The bureaucrats in Taunton seem to view the Somerset taxpayer as a sort of infinite ATM, one that never runs out of notes and never asks for a receipt. They fail to grasp that every Pound extracted to prop up a failing County machine is a Pound that isn't being reinvested in a local engineering shop or spent in a local market town. This isn't "levelling up" – it’s a systematic hollowing out of regional capital to fund a "broken model".
Yet the real scandal isn't just that they won’t fix the model - it’s that they’re using the phrase "the system is broken" as a rhetorical smokescreen. By blaming the national funding formula, they avoid having to lift the bonnet and explain why their own 2023 business case - the one that promised millions in savings - has stalled so spectacularly. Still, what the hell when the taxpayer can be pumped for more gas (where's Ed Miliband when you need him).
The Unitary Mirage
One can’t help but look back with a certain wry nostalgia at the "Unitary Gamble" of 2023. We were promised that merging five councils into one would save £18.5 million a year through the magical alchemy of "synergy" and "efficiency." Instead, we have been treated to a bonfire of the vanities. The "efficiencies" appear to have been spent largely on redundancy packages for senior officers and a small army of consultants. Reports are now emerging of "wholly inadequate" financial controls on projects, where the public purse strings are held by a committee of optimists with no sense of gravity. The most egregious example is perhaps the Glastonbury Life Factory. This £2.9 million fiasco – currently a roofless shell subject to a police investigation - saw the Council hand over millions in public funds without ever bothering to visit the site - a 'ghost build' paid for by the Somerset taxpayer, overseen by officers who seem to have treated the grant agreement as a mere suggestion rather than a legal duty.

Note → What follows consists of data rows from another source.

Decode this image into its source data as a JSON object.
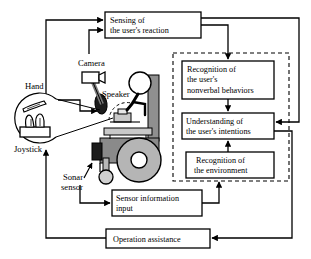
{
  "diagram": {
    "type": "block-flow-diagram",
    "colors": {
      "stroke": "#000000",
      "background": "#ffffff",
      "chair_body": "#8a8a8a",
      "chair_light": "#c9c9c9",
      "chair_mid": "#a8a8a8",
      "wheel_fill": "#b5b5b5",
      "dark_part": "#2b2b2b",
      "box_fill": "#ffffff"
    },
    "process_boxes": [
      {
        "id": "sensing",
        "lines": [
          "Sensing of",
          "the user's reaction"
        ],
        "x": 105,
        "y": 12,
        "w": 96,
        "h": 26
      },
      {
        "id": "recognition-nonverbal",
        "lines": [
          "Recognition of",
          "the user's",
          "nonverbal behaviors"
        ],
        "x": 182,
        "y": 61,
        "w": 92,
        "h": 38
      },
      {
        "id": "understanding-intentions",
        "lines": [
          "Understanding of",
          "the user's intentions"
        ],
        "x": 182,
        "y": 113,
        "w": 92,
        "h": 26
      },
      {
        "id": "recognition-environment",
        "lines": [
          "Recognition of",
          "the environment"
        ],
        "x": 186,
        "y": 152,
        "w": 88,
        "h": 26
      },
      {
        "id": "sensor-information-input",
        "lines": [
          "Sensor information",
          "input"
        ],
        "x": 112,
        "y": 190,
        "w": 90,
        "h": 26
      },
      {
        "id": "operation-assistance",
        "lines": [
          "Operation assistance"
        ],
        "x": 106,
        "y": 229,
        "w": 104,
        "h": 19
      }
    ],
    "dashed_group": {
      "id": "recognition-group",
      "x": 173,
      "y": 53,
      "w": 116,
      "h": 128
    },
    "part_labels": [
      {
        "id": "camera",
        "text": "Camera",
        "x": 78,
        "y": 66
      },
      {
        "id": "speaker",
        "text": "Speaker",
        "x": 102,
        "y": 97
      },
      {
        "id": "hand",
        "text": "Hand",
        "x": 25,
        "y": 89
      },
      {
        "id": "joystick",
        "text": "Joystick",
        "x": 14,
        "y": 152
      },
      {
        "id": "sonar-sensor-line1",
        "text": "Sonar",
        "x": 63,
        "y": 180
      },
      {
        "id": "sonar-sensor-line2",
        "text": "sensor",
        "x": 61,
        "y": 190
      }
    ],
    "illustration": {
      "name": "wheelchair-with-user",
      "parts": [
        "camera",
        "speaker",
        "joystick",
        "hand",
        "sonar-sensor",
        "seated-user",
        "wheel",
        "caster",
        "chair-frame"
      ]
    }
  }
}
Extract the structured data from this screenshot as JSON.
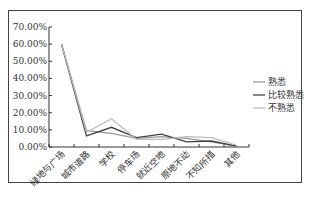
{
  "chart_data": {
    "type": "line",
    "title": "",
    "xlabel": "",
    "ylabel": "",
    "ylim": [
      0,
      70
    ],
    "yticks": [
      "0.00%",
      "10.00%",
      "20.00%",
      "30.00%",
      "40.00%",
      "50.00%",
      "60.00%",
      "70.00%"
    ],
    "categories": [
      "绿地与广场",
      "城市道路",
      "学校",
      "停车场",
      "就近空地",
      "原地不动",
      "不知所措",
      "其他"
    ],
    "series": [
      {
        "name": "熟悉",
        "color": "#999999",
        "values": [
          60,
          9.5,
          8,
          5,
          6,
          5,
          3,
          0.5
        ]
      },
      {
        "name": "比较熟悉",
        "color": "#444444",
        "values": [
          60,
          6.5,
          11.5,
          5.5,
          7.5,
          3,
          3.5,
          0.5
        ]
      },
      {
        "name": "不熟悉",
        "color": "#bbbbbb",
        "values": [
          60,
          8.5,
          16.5,
          4.5,
          4.5,
          6,
          5.5,
          1
        ]
      }
    ],
    "grid": false,
    "legend_position": "right"
  },
  "legend": {
    "items": [
      {
        "label": "熟悉"
      },
      {
        "label": "比较熟悉"
      },
      {
        "label": "不熟悉"
      }
    ]
  }
}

The Shield of the Vulnerable
Of course, whenever one dares to question this fiscal profligacy, the Council leadership immediately retreats behind the "Shield of the Vulnerable." We're told that every penny of this double-digit tax hike is essential to protect adult social care. A powerful, yet somewhat predictable, form of nothing more than emotional blackmail.
By framing every debate as "Tax vs. The Elderly," the Council neatly avoids explaining what happens to the other nine-tenths of their budget. They avoid explaining why, in an age of artificial intelligence and digital transformation, their back-office operations still resemble something from a 1970s trade union conference. If a tech firm operated with this level of administrative lethargy, it would be liquidated before the first coffee break. Why is County Hall the only place in the South West where the laws of economic gravity don’t apply???
The Price of Lethargy
This is about more than just a few extra pounds on a Band D direct debit. It’s about a fundamental breach of the social contract. We pay our rates with the expectation of competence, not a perpetual plea for a bailout.
As the Council prepares for its February budget meeting in Bridgwater, the following message must be taken up by our representatives: You cannot tax a County into prosperity. If the model is broken, stop asking us to pay for the shards. It's time to stop playing with our money and start doing the basics - collecting bins, fixing roads, etc. - with something resembling professional efficiency.
Stay Wobbly. Stay Substantial. Mind your fingers on the broken bits.